Coup de Grâce?

by Hubert Marleau, Market Economist, Palos Management

May 24, 2024

A scarcity of high ranking economic reports and the advent of Memorial Day should have made this week listless. The focus was on the housing sector, which had produced sufficiently lacklustre home sales to bring about a negligible downward revision of the Q2 GDP projection of the Atlanta Fed’s NowCasting Model to 3.5%.

More importantly, the PMI services and manufacturing data, which handsomely beat estimates, supported the view that economic growth would remain above the historical 2% trend. Moreover, orders for durable goods rose 0.7% in April, marking the third monthly gain in a row. Given that there is no sign that the economy is petering out, the S&P 500 reached a new all-time high milestone of 5321 last week.

Bloomberg’s Tatiana told her readers on Wednesday that the benchmark had gone 313 trading days without a daily decline of 2% or more. There have only been 11 other such instances since 1929 without a daily selloff of this magnitude, ranging from 314 to 949 trading sessions. The thing is that everybody speaks of volatility, yet both stock and bond markets are relatively calm, in spite of geopolitical uncertainties, along with an inverted yield curve, concerns that inflation may be hard to tame and the monetary officials’ tenacity to postpone any interest rate cuts for now. On the stock side, the Cboe Volatility Index (VIX) - a measure of fear - is very low, while on the bond side, the Merrill Option Volatility Estimate (MOVE) -another gauge of fear - has been falling recently. Both are in bullish zones.

It’s perhaps a head scratcher for us commoners, but not for 17 out of the 18 Wall Street strategists followed by MarketWatch. Excluding JPM’s Marko Kolanovic as the last remaining bear, who has a year-end target of 4200 for the S&P 500, they all cheered for a range between 5100 and 5600.

Trusting that the Federal Reserve will achieve its 2% y/y inflation target without a recession and with reliance on positive corporate guidance, most macro forecasters have huddled closer, with few outliers. What is remarkable is the capitulation of Mike Wilson, who until recently was shooting for 4500, but has lifted his forecast to 5400 by the second quarter of 2025.

In order not to be outdone by his peers, Dr. Ed Yardeni gave the street his 5-year outlook for the S&P 500. Based on his Roaring 2020s scenario of strong productivity - a process that began last year -he forecast that sales volume and profit margins were bound to rise sufficiently to generate S&P 500 earnings per share of $400 by 2030, up 60% from an estimated $250 this year. Assuming that the 10-year Treasury bond yield will remain range-bound between 4.00% and 5.00% for this foreseeable period, it is quite possible that the benchmark could rise to 8000 in this scenario. AI is in the process of bringing significant productivity gains to nearly every industry, helping companies be more cost and energy-efficient.

Seen as crucial to the direction of the wider market, NVIDIA’s first quarter results indirectly gave the leadership the market wanted, being the main bellwether of the pace of AI progress. The overarching message was that the AI boom has staying power, threatening to disrupt virtually every major industry. It is supporting Jensen Huang, president of the most important stock on Planet Earth, who may be right in claiming that the “next industrial revolution” has begun, turning $1trillion of data centres into AI factories. Nvidia reported an epoch-making sale and earnings report, comfortably beating street estimates. Revenue more than tripled from a year ago to $26 billion and net profit soared more than sevenfold to $14.88, plus guidance was high.

According to Tom Lee, Nvidia may have provided the next catalyst to keep the good times going. He sees a wall of pent-up investor cash flooding markets because of the importance of the company to the broader technology thesis. Nonetheless, the S&P 500 backtracked on Thursday by 1.0%, in the wake of minutes from the Federal Reserve’s April 30 - May1 meeting, which revealed that several officials were willing and ready to actually raise the policy rate if deemed necessary. It was quite a surprise. But it was living proof that even NVIDIA - the ultimate “picks and shovels” company, which is benefiting immensely from an enduring gold-rush investment cycle for its AI chips - cannot fight the Fed.

However, investors should not lose sight of the fact that the technology boom alone should shrug off the Fed’s current posture. Productivity has the capability to drive economic growth higher and inflation lower and, in turn, drive the stock market even further. And there you are: the benchmark rose 37 points on Friday to end the week flat.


Each line of the data that includes the string "canada" is to be copied out.

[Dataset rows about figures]

=== Section Start ===

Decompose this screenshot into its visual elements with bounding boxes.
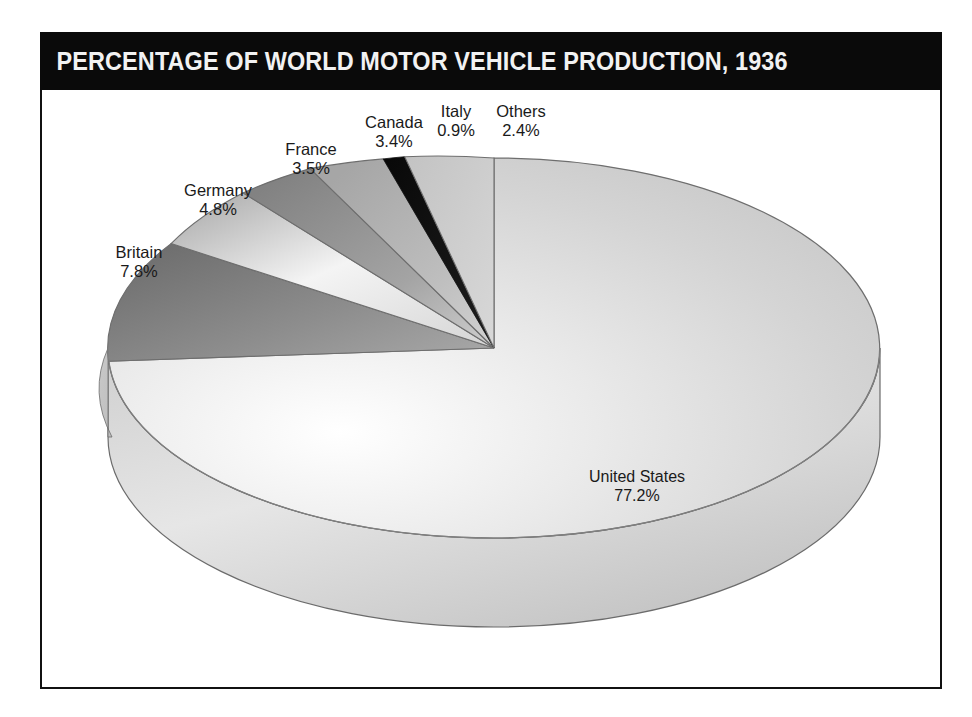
slice-label-italy: Italy 0.9% — [437, 102, 475, 140]
pie-chart-svg — [42, 90, 940, 687]
slice-label-name-france: France — [285, 140, 336, 159]
slice-label-value-britain: 7.8% — [116, 262, 163, 281]
slice-label-germany: Germany 4.8% — [184, 181, 252, 219]
slice-label-britain: Britain 7.8% — [116, 243, 163, 281]
slice-label-name-italy: Italy — [437, 102, 475, 121]
slice-label-value-france: 3.5% — [285, 159, 336, 178]
slice-label-name-others: Others — [496, 102, 546, 121]
slice-label-united-states: United States 77.2% — [589, 468, 685, 505]
chart-page: PERCENTAGE OF WORLD MOTOR VEHICLE PRODUC… — [0, 0, 972, 717]
slice-label-name-canada: Canada — [365, 113, 423, 132]
page-title: PERCENTAGE OF WORLD MOTOR VEHICLE PRODUC… — [40, 47, 788, 76]
title-banner: PERCENTAGE OF WORLD MOTOR VEHICLE PRODUC… — [40, 32, 942, 90]
slice-label-name-britain: Britain — [116, 243, 163, 262]
slice-label-name-united-states: United States — [589, 468, 685, 487]
slice-label-value-united-states: 77.2% — [589, 487, 685, 506]
pie-chart-area: United States 77.2% Britain 7.8% Germany… — [42, 90, 940, 687]
slice-label-value-canada: 3.4% — [365, 132, 423, 151]
slice-label-france: France 3.5% — [285, 140, 336, 178]
slice-label-canada: Canada 3.4% — [365, 113, 423, 151]
slice-label-value-others: 2.4% — [496, 121, 546, 140]
slice-label-value-italy: 0.9% — [437, 121, 475, 140]
slice-label-name-germany: Germany — [184, 181, 252, 200]
slice-label-value-germany: 4.8% — [184, 200, 252, 219]
slice-label-others: Others 2.4% — [496, 102, 546, 140]
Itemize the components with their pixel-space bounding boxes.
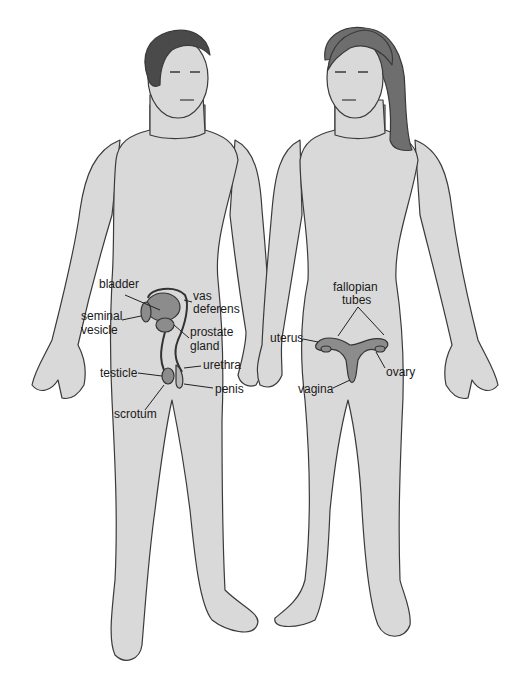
anatomy-illustration [0, 0, 520, 683]
ovary-left-organ [321, 346, 331, 352]
prostate-organ [156, 318, 174, 332]
label-uterus: uterus [270, 332, 303, 345]
testicle-organ [162, 368, 174, 384]
label-fallopian-tubes-2: tubes [342, 294, 371, 307]
label-bladder: bladder [99, 278, 139, 291]
bladder-organ [146, 293, 180, 321]
label-seminal-vesicle-1: seminal [81, 310, 122, 323]
label-scrotum: scrotum [114, 408, 157, 421]
male-figure [32, 30, 269, 660]
label-penis: penis [215, 383, 244, 396]
label-testicle: testicle [100, 367, 137, 380]
label-seminal-vesicle-2: vesicle [81, 324, 118, 337]
reproductive-anatomy-diagram: bladder vas deferens seminal vesicle pro… [0, 0, 520, 683]
label-ovary: ovary [386, 366, 415, 379]
label-prostate-gland-2: gland [190, 340, 219, 353]
label-vagina: vagina [298, 383, 333, 396]
label-vas-deferens-2: deferens [193, 303, 240, 316]
label-prostate-gland-1: prostate [190, 326, 233, 339]
ovary-right-organ [375, 346, 385, 352]
label-urethra: urethra [203, 359, 241, 372]
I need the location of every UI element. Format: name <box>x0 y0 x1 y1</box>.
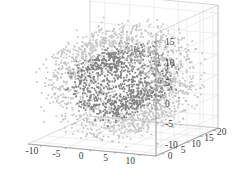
y-tick-label: 10 <box>191 139 201 149</box>
z-tick-label: 5 <box>165 78 170 88</box>
z-tick-label: 0 <box>165 99 170 109</box>
scatter-plot-figure: -10-5051005101520-10-5051015 <box>0 0 241 180</box>
y-tick-label: 20 <box>217 127 227 137</box>
z-tick-label: 15 <box>165 37 175 47</box>
z-tick-label: -5 <box>165 119 173 129</box>
z-tick-label: -10 <box>165 140 178 150</box>
x-tick-label: -10 <box>25 146 38 156</box>
x-tick-label: -5 <box>52 149 60 159</box>
x-tick-label: 0 <box>79 151 84 161</box>
z-tick-label: 10 <box>165 58 175 68</box>
y-tick-label: 15 <box>204 133 214 143</box>
x-tick-label: 10 <box>126 156 136 166</box>
y-tick-label: 0 <box>168 151 173 161</box>
plot-canvas: -10-5051005101520-10-5051015 <box>0 0 241 180</box>
x-tick-label: 5 <box>103 153 108 163</box>
y-tick-label: 5 <box>181 145 186 155</box>
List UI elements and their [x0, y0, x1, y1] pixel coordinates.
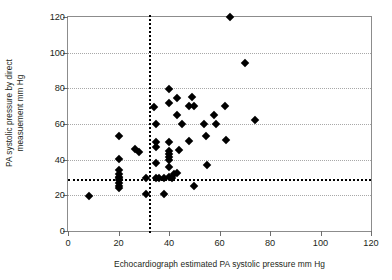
gridline-horizontal [68, 160, 371, 161]
data-point-marker [165, 138, 173, 146]
x-axis-tick [371, 231, 372, 236]
data-point-marker [150, 103, 158, 111]
y-axis-title-container: PA systolic pressure by direct measuemen… [0, 0, 36, 232]
data-point-marker [185, 137, 193, 145]
x-axis-tick [270, 231, 271, 236]
data-point-marker [225, 13, 233, 21]
data-point-marker [114, 131, 122, 139]
y-axis-tick-label: 20 [35, 190, 65, 200]
y-axis-title-line-1: PA systolic pressure by direct [4, 4, 15, 222]
x-axis-tick [119, 231, 120, 236]
x-axis-tick [68, 231, 69, 236]
x-axis-tick-label: 40 [154, 238, 184, 248]
x-axis-tick-label: 100 [306, 238, 336, 248]
data-point-marker [172, 94, 180, 102]
x-axis-tick-label: 0 [53, 238, 83, 248]
y-axis-tick-label: 120 [35, 12, 65, 22]
x-axis-title: Echocardiograph estimated PA systolic pr… [67, 259, 372, 269]
data-point-marker [175, 146, 183, 154]
data-point-marker [165, 85, 173, 93]
gridline-horizontal [68, 195, 371, 196]
data-point-marker [177, 120, 185, 128]
data-point-marker [187, 93, 195, 101]
data-point-marker [201, 132, 209, 140]
data-point-marker [211, 120, 219, 128]
plot-area: 020406080100120020406080100120 [67, 16, 372, 232]
y-axis-tick-label: 0 [35, 226, 65, 236]
y-axis-title-line-2: measuement mm Hg [15, 4, 26, 222]
y-axis-title: PA systolic pressure by direct measuemen… [4, 4, 26, 222]
y-axis-tick-label: 80 [35, 83, 65, 93]
data-point-marker [152, 120, 160, 128]
y-axis-tick-label: 100 [35, 48, 65, 58]
x-axis-tick [321, 231, 322, 236]
data-point-marker [160, 189, 168, 197]
data-point-marker [220, 102, 228, 110]
data-point-marker [190, 182, 198, 190]
data-point-marker [172, 111, 180, 119]
data-point-marker [222, 136, 230, 144]
scatter-plot-figure: PA systolic pressure by direct measuemen… [0, 0, 392, 280]
x-axis-tick-label: 60 [205, 238, 235, 248]
data-point-marker [85, 192, 93, 200]
data-point-marker [190, 102, 198, 110]
data-point-marker [152, 143, 160, 151]
x-axis-tick-label: 20 [104, 238, 134, 248]
data-point-marker [165, 99, 173, 107]
gridline-horizontal [68, 88, 371, 89]
data-point-marker [203, 161, 211, 169]
y-axis-tick-label: 60 [35, 119, 65, 129]
data-point-marker [200, 120, 208, 128]
data-point-marker [241, 59, 249, 67]
data-point-marker [210, 111, 218, 119]
data-point-marker [114, 155, 122, 163]
x-axis-tick [169, 231, 170, 236]
data-point-marker [165, 163, 173, 171]
y-axis-tick-label: 40 [35, 155, 65, 165]
gridline-horizontal [68, 53, 371, 54]
x-axis-tick-label: 80 [255, 238, 285, 248]
x-axis-tick [220, 231, 221, 236]
x-axis-tick-label: 120 [356, 238, 386, 248]
reference-line-vertical [149, 15, 151, 233]
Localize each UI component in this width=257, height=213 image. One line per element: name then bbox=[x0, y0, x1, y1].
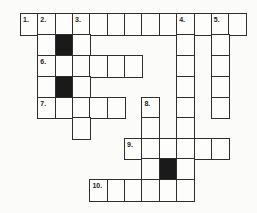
crossword-cell[interactable] bbox=[141, 138, 160, 160]
crossword-cell[interactable] bbox=[228, 13, 247, 36]
crossword-cell[interactable] bbox=[176, 55, 195, 78]
crossword-block bbox=[55, 76, 74, 99]
clue-number: 4. bbox=[179, 16, 185, 23]
crossword-cell[interactable] bbox=[72, 55, 91, 78]
crossword-block bbox=[159, 158, 178, 181]
crossword-cell[interactable] bbox=[211, 76, 230, 99]
crossword-cell[interactable] bbox=[55, 55, 74, 78]
crossword-cell[interactable]: 9. bbox=[124, 138, 143, 160]
crossword-cell[interactable] bbox=[55, 13, 74, 36]
crossword-cell[interactable] bbox=[89, 13, 108, 36]
crossword-cell[interactable] bbox=[72, 76, 91, 99]
crossword-cell[interactable] bbox=[124, 13, 143, 36]
clue-number: 2. bbox=[40, 16, 46, 23]
crossword-cell[interactable] bbox=[176, 97, 195, 119]
crossword-cell[interactable] bbox=[194, 138, 213, 160]
crossword-cell[interactable] bbox=[107, 179, 126, 202]
crossword-cell[interactable] bbox=[141, 158, 160, 181]
crossword-cell[interactable] bbox=[141, 13, 160, 36]
crossword-cell[interactable]: 10. bbox=[89, 179, 108, 202]
crossword-cell[interactable] bbox=[159, 179, 178, 202]
crossword-cell[interactable] bbox=[107, 13, 126, 36]
crossword-cell[interactable] bbox=[176, 34, 195, 57]
crossword-cell[interactable] bbox=[211, 34, 230, 57]
crossword-cell[interactable]: 6. bbox=[37, 55, 56, 78]
crossword-cell[interactable] bbox=[159, 138, 178, 160]
crossword-cell[interactable] bbox=[89, 97, 108, 119]
crossword-cell[interactable]: 5. bbox=[211, 13, 230, 36]
crossword-cell[interactable] bbox=[124, 179, 143, 202]
crossword-cell[interactable] bbox=[141, 179, 160, 202]
clue-number: 10. bbox=[92, 182, 102, 189]
clue-number: 6. bbox=[40, 58, 46, 65]
crossword-cell[interactable] bbox=[211, 55, 230, 78]
crossword-cell[interactable]: 7. bbox=[37, 97, 56, 119]
crossword-grid: 1.2.3.4.5.6.7.8.9.10. bbox=[0, 0, 257, 213]
crossword-cell[interactable]: 1. bbox=[20, 13, 39, 36]
crossword-cell[interactable]: 2. bbox=[37, 13, 56, 36]
crossword-cell[interactable] bbox=[37, 76, 56, 99]
crossword-cell[interactable]: 4. bbox=[176, 13, 195, 36]
crossword-cell[interactable] bbox=[141, 117, 160, 140]
crossword-block bbox=[55, 34, 74, 57]
clue-number: 1. bbox=[23, 16, 29, 23]
crossword-cell[interactable] bbox=[176, 117, 195, 140]
crossword-cell[interactable] bbox=[107, 55, 126, 78]
clue-number: 3. bbox=[75, 16, 81, 23]
crossword-cell[interactable] bbox=[211, 97, 230, 119]
clue-number: 8. bbox=[144, 100, 150, 107]
crossword-cell[interactable] bbox=[37, 34, 56, 57]
crossword-cell[interactable] bbox=[194, 13, 213, 36]
crossword-cell[interactable] bbox=[176, 138, 195, 160]
crossword-cell[interactable] bbox=[211, 138, 230, 160]
crossword-cell[interactable]: 8. bbox=[141, 97, 160, 119]
crossword-cell[interactable] bbox=[55, 97, 74, 119]
crossword-cell[interactable] bbox=[124, 55, 143, 78]
crossword-cell[interactable] bbox=[176, 179, 195, 202]
crossword-cell[interactable] bbox=[159, 13, 178, 36]
crossword-cell[interactable] bbox=[107, 97, 126, 119]
crossword-cell[interactable] bbox=[89, 55, 108, 78]
clue-number: 9. bbox=[127, 141, 133, 148]
clue-number: 7. bbox=[40, 100, 46, 107]
crossword-cell[interactable] bbox=[72, 117, 91, 140]
crossword-cell[interactable] bbox=[176, 76, 195, 99]
crossword-cell[interactable] bbox=[176, 158, 195, 181]
crossword-cell[interactable]: 3. bbox=[72, 13, 91, 36]
crossword-cell[interactable] bbox=[72, 97, 91, 119]
crossword-cell[interactable] bbox=[72, 34, 91, 57]
clue-number: 5. bbox=[214, 16, 220, 23]
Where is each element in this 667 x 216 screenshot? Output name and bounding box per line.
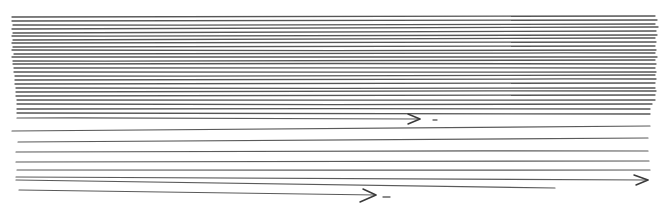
horizontal-line xyxy=(13,63,656,64)
sketch-canvas xyxy=(0,0,667,216)
horizontal-line xyxy=(17,104,652,105)
horizontal-line xyxy=(12,50,656,51)
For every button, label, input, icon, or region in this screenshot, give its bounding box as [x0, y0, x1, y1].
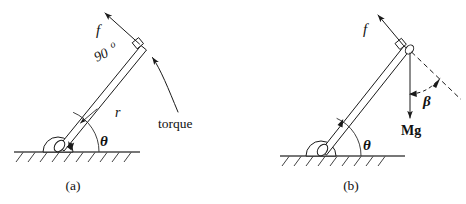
panel-b-diagram: f Mg β θ (b) [233, 0, 466, 204]
right-angle-label-a: 90 [92, 45, 111, 65]
panel-caption-b: (b) [343, 178, 359, 193]
right-angle-label-group-a: 90 o [90, 38, 120, 65]
torque-curved-arrow-a [153, 58, 179, 113]
torque-label-a: torque [158, 116, 193, 131]
beta-arrowhead-right-b [433, 78, 441, 89]
radius-label-a: r [115, 105, 121, 120]
ground-surface-b [280, 156, 405, 166]
degree-symbol-a: o [108, 38, 117, 50]
ground-hatching-b [282, 157, 385, 167]
weight-label-b: Mg [401, 123, 421, 138]
theta-label-b: θ [363, 137, 371, 153]
beta-label-b: β [422, 93, 431, 109]
force-label-b: f [363, 21, 369, 37]
ground-hatching-a [16, 153, 131, 163]
panel-caption-a: (a) [66, 178, 81, 193]
force-label-a: f [96, 22, 102, 38]
figure-root: f 90 o r θ torque (a) [0, 0, 466, 204]
theta-label-a: θ [100, 133, 108, 149]
ground-surface-a [14, 152, 140, 162]
panel-a-diagram: f 90 o r θ torque (a) [0, 0, 233, 204]
force-arrow-b [378, 15, 404, 46]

=== Section End ===

= REPLY =
slice-label-name-canada: Canada — [365, 113, 423, 132]
slice-label-value-canada: 3.4% — [365, 132, 423, 151]
slice-label-canada: Canada 3.4% — [365, 113, 423, 151]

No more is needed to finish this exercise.